SpecGram Vol CLXXX, No 1 Contents Letters to the Editor

Teaching Linguistics

A Letter from the SpecGram Editorial Board

Around 2010, the discipline of Linguistics was the experiencer of a collective gasp, as we corporately realized that teaching undergraduates is not really very much like teaching graduate students. This fact may have been driven home by the flocking of undergraduate students away from the Humanities, though if that were the main cause it’s just possible that we might have noticed it a tad sooner.1

In any case, leaders within our field called for change from the top, and since around 2014 the journal Language has included a section devoted to the pedagogy of linguistics.2

We at Speculative Grammarian believe that this is a laudable development, if somewhat overdue. Not that it’s anything novel, mind youour own pages have hosted contributions on this very topic for generations. The first of these, Snorri Sturluson’s Pedagogical Edda, was serialized in our pages in the 1230s.3

More recent contributions in this vein have included Professor Shr Ji Wei’s successful attempt to transfer language teaching methodologies to linguistics teaching; Frog and Toad’s haunting interlocution about classrooms and coffee; Professor Noah McMosky’s proposal to introduce theoretical linguistics into the earliest years of education; and Associate Professor Mongo Yalbag’s attempts to apply “game” theory to linguistics education. A number of linguistics textbooks have also been flogged and/or reviewed in these pages, including Constantine Köprülü’s Linguistic Linguistics: An Intradisciplinary Introduction, H.P. Whettam’s Linguistics: an extraordinarily short introduction, and even Geoffrey Sagum’s How to Cheat at Linguistics; a standout meta-linguistic meta-educational treatise is Deepat Mintshair’s Recruiting Linguistics Students: A Guide for Departments and Deans. Editor Emeritus Tim Pulju, in his younger days, reported on the hazards of teaching (language, rather than linguistics) to non-humans, while Charles Bishop described the perils of learning from non-humansi.e., Professors of Education.4

More poignantly, James Riley Whitcomb immortalized the pleasures of learning from a great teacher in his ode to Old Professor Hockett, and the entire 70-part volume of “Things You Didn’t Know You Didn’t Know” captures the pathos of linguistics teaching in a way that mere advice could never have done, and we recommend it for your edification if you are a teacher of linguistics.5

But though we thought of it first, and have been providing pedagogical promptings for pragmaticists and their progeny since before the editors of Language cut their eye teeth on an interdental fricative, we realize that more could be said. Therefore, we are proud to present two and a half issues of SpecGram wholly devoted to the topic of Teaching Linguistics.6

Oh, by the way, we are contractually obligated to inform you that these issues are brought to you through the sponsorship of Rosetta Stein’s German Language Learning Drinkware.7



1 Other agents of causation have been suggested, but we do not propose to unravel that mystery here. Rather, we propose to leave it as a dissertation topic, suitable to be undertaken in about 2075, when most of the principals involved have passed away. Let’s face it, the history of science is much more interesting long after the fact, when the historian is free to couch it in an egregiously anachronistic framework.

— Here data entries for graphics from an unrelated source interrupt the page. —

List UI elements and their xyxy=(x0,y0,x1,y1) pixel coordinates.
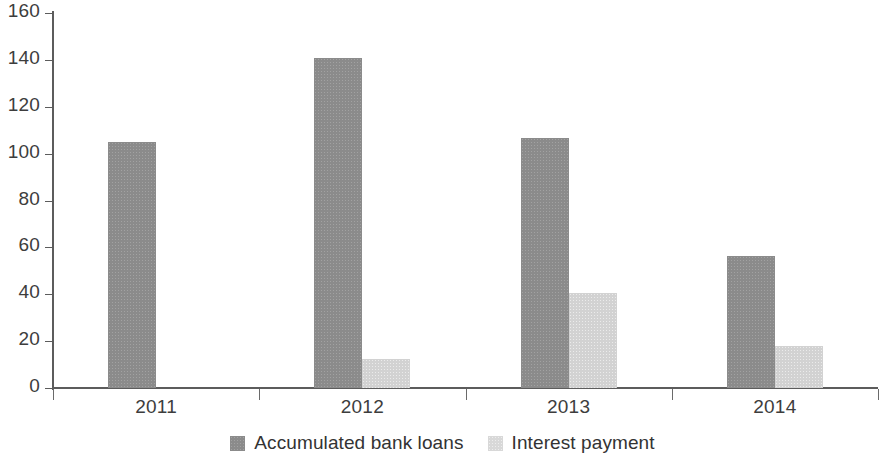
legend-item-accumulated-bank-loans[interactable]: Accumulated bank loans xyxy=(230,432,463,454)
chart-legend: Accumulated bank loansInterest payment xyxy=(0,432,885,454)
y-axis-tick xyxy=(45,294,53,295)
y-axis-tick-label: 120 xyxy=(0,94,40,116)
bar-2014-interest-payment xyxy=(775,346,823,388)
bar-chart: 020406080100120140160 2011201220132014 A… xyxy=(0,0,885,462)
bar-2012-interest-payment xyxy=(362,359,410,388)
x-axis-label-2013: 2013 xyxy=(509,396,629,418)
bar-2011-accumulated-bank-loans xyxy=(108,142,156,388)
x-axis-label-2011: 2011 xyxy=(96,396,216,418)
bar-2013-accumulated-bank-loans xyxy=(521,138,569,388)
bar-2012-accumulated-bank-loans xyxy=(314,58,362,388)
y-axis-tick xyxy=(45,247,53,248)
plot-area xyxy=(53,13,878,388)
bar-2013-interest-payment xyxy=(569,293,617,388)
bar-2014-accumulated-bank-loans xyxy=(727,256,775,388)
y-axis-tick-label: 0 xyxy=(0,375,40,397)
y-axis-tick-label: 60 xyxy=(0,234,40,256)
y-axis-tick-label: 80 xyxy=(0,188,40,210)
y-axis-tick-label: 160 xyxy=(0,0,40,22)
y-axis-tick-label: 20 xyxy=(0,328,40,350)
x-axis-label-2014: 2014 xyxy=(715,396,835,418)
legend-swatch-icon xyxy=(488,436,503,451)
y-axis-tick xyxy=(45,60,53,61)
y-axis-tick-label: 140 xyxy=(0,47,40,69)
y-axis-tick xyxy=(45,107,53,108)
x-axis-category-tick xyxy=(672,389,673,400)
legend-swatch-icon xyxy=(230,436,245,451)
y-axis-tick-label: 40 xyxy=(0,281,40,303)
y-axis-tick xyxy=(45,388,53,389)
legend-label: Accumulated bank loans xyxy=(254,432,463,454)
x-axis-label-2012: 2012 xyxy=(302,396,422,418)
legend-label: Interest payment xyxy=(512,432,655,454)
x-axis-category-tick xyxy=(259,389,260,400)
y-axis-tick xyxy=(45,13,53,14)
y-axis-tick xyxy=(45,154,53,155)
y-axis-tick xyxy=(45,201,53,202)
x-axis-category-tick xyxy=(53,389,54,400)
y-axis-tick-label: 100 xyxy=(0,141,40,163)
x-axis-category-tick xyxy=(466,389,467,400)
legend-item-interest-payment[interactable]: Interest payment xyxy=(488,432,655,454)
x-axis-category-tick xyxy=(878,389,879,400)
y-axis-tick xyxy=(45,341,53,342)
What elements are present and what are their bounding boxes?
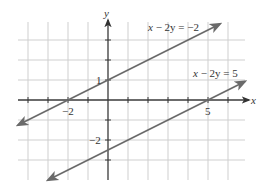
eq1-rest: − 2y = −2	[153, 21, 199, 33]
y-tick-label-1: 1	[96, 74, 102, 86]
equation-label-2: x − 2y = 5	[192, 67, 238, 79]
grid	[18, 22, 245, 180]
y-axis-label: y	[103, 7, 109, 19]
line-x-minus-2y-eq-5	[48, 82, 245, 181]
eq2-rest: − 2y = 5	[198, 67, 238, 79]
equation-label-1: x − 2y = −2	[147, 21, 199, 33]
x-tick-label-neg2: −2	[62, 105, 74, 117]
x-tick-label-5: 5	[205, 105, 211, 117]
y-tick-label-neg2: −2	[89, 134, 101, 146]
coordinate-plane: y x −2 5 1 −2 x − 2y = −2 x − 2y = 5	[0, 0, 261, 193]
x-axis-label: x	[250, 94, 256, 106]
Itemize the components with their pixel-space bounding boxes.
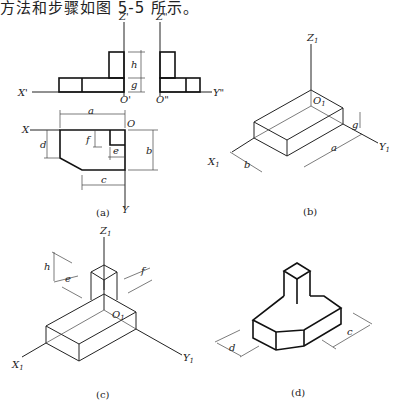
axis-x1-b: X1 bbox=[207, 156, 220, 169]
panel-b: Z1 O1 X1 Y1 b a g (b) bbox=[207, 32, 390, 217]
panel-c: Z1 O1 X1 Y1 h e f (c) bbox=[11, 225, 194, 400]
axonometric-diagram: Z' X' O' h g Z" Y" O" X O Y bbox=[0, 0, 399, 412]
origin-o1-c: O1 bbox=[112, 309, 125, 322]
dim-d: d bbox=[40, 139, 46, 150]
dim-a: a bbox=[88, 105, 94, 116]
axis-x-top: X bbox=[21, 124, 30, 135]
axis-x-prime: X' bbox=[17, 87, 28, 98]
axis-y1-b: Y1 bbox=[379, 141, 390, 154]
dim-f-c: f bbox=[140, 265, 147, 276]
axis-z-prime: Z' bbox=[118, 11, 129, 22]
origin-o-top: O bbox=[127, 118, 135, 129]
dim-b-b: b bbox=[244, 159, 250, 170]
dim-g: g bbox=[131, 79, 137, 90]
axis-z1-b: Z1 bbox=[306, 32, 318, 45]
dim-e-c: e bbox=[65, 273, 71, 284]
caption-d: (d) bbox=[291, 387, 305, 398]
caption-b: (b) bbox=[303, 206, 317, 217]
axis-y-double-prime: Y" bbox=[213, 87, 224, 98]
panel-a: Z' X' O' h g Z" Y" O" X O Y bbox=[17, 11, 224, 218]
dim-b: b bbox=[146, 145, 152, 156]
axis-y1-c: Y1 bbox=[183, 352, 194, 365]
dim-d-d: d bbox=[229, 342, 235, 353]
origin-o-double-prime: O" bbox=[156, 94, 169, 105]
dim-a-b: a bbox=[331, 142, 337, 153]
dim-f: f bbox=[85, 134, 92, 145]
axis-z-double-prime: Z" bbox=[155, 11, 168, 22]
dim-h-c: h bbox=[44, 261, 50, 272]
dim-c: c bbox=[101, 174, 107, 185]
origin-o-prime: O' bbox=[120, 94, 131, 105]
panel-d: d c (d) bbox=[215, 263, 372, 398]
caption-c: (c) bbox=[96, 389, 110, 400]
axis-x1-c: X1 bbox=[11, 359, 24, 372]
axis-y-bottom: Y bbox=[122, 204, 130, 215]
dim-c-d: c bbox=[347, 326, 353, 337]
caption-a: (a) bbox=[96, 207, 110, 218]
dim-h: h bbox=[131, 59, 137, 70]
dim-e: e bbox=[113, 145, 119, 156]
dim-g-b: g bbox=[352, 119, 358, 130]
axis-z1-c: Z1 bbox=[99, 225, 111, 238]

2 Graduate students, of course, are eager receptacles which do not warrant pedagogy; we therefore assume that Language has in mind purely the undergraduate classroom.

3 Due to a still unresolved copyright dispute, this work is currently unavailable. Norwegian kings have remarkable legal teams.

4 The elephant in the room: reader surveys show that most SpecGram content is used pedagogically, even though hardly any of it is actually suitable for that purpose, due to a level of academic honesty which would make Ferdinand, Leonard, and possibly even Noam blush. The editors strongly discourage any exposure to Speculative Grammarian before the 4th year of graduate education in linguistics.

5 Do not attempt to read more than three issues of TYDKYDK in one sitting.

6 The Annual Plan originally called for three issues but apparently we overestimated the enthusiasm of our regular contributors for this particular topic.

7 Some readers might doubt the relevance of language learning paraphernalia to SpecGram’s core audience, but we do not care. This is by far the most lucrative issue we’ve ever produced.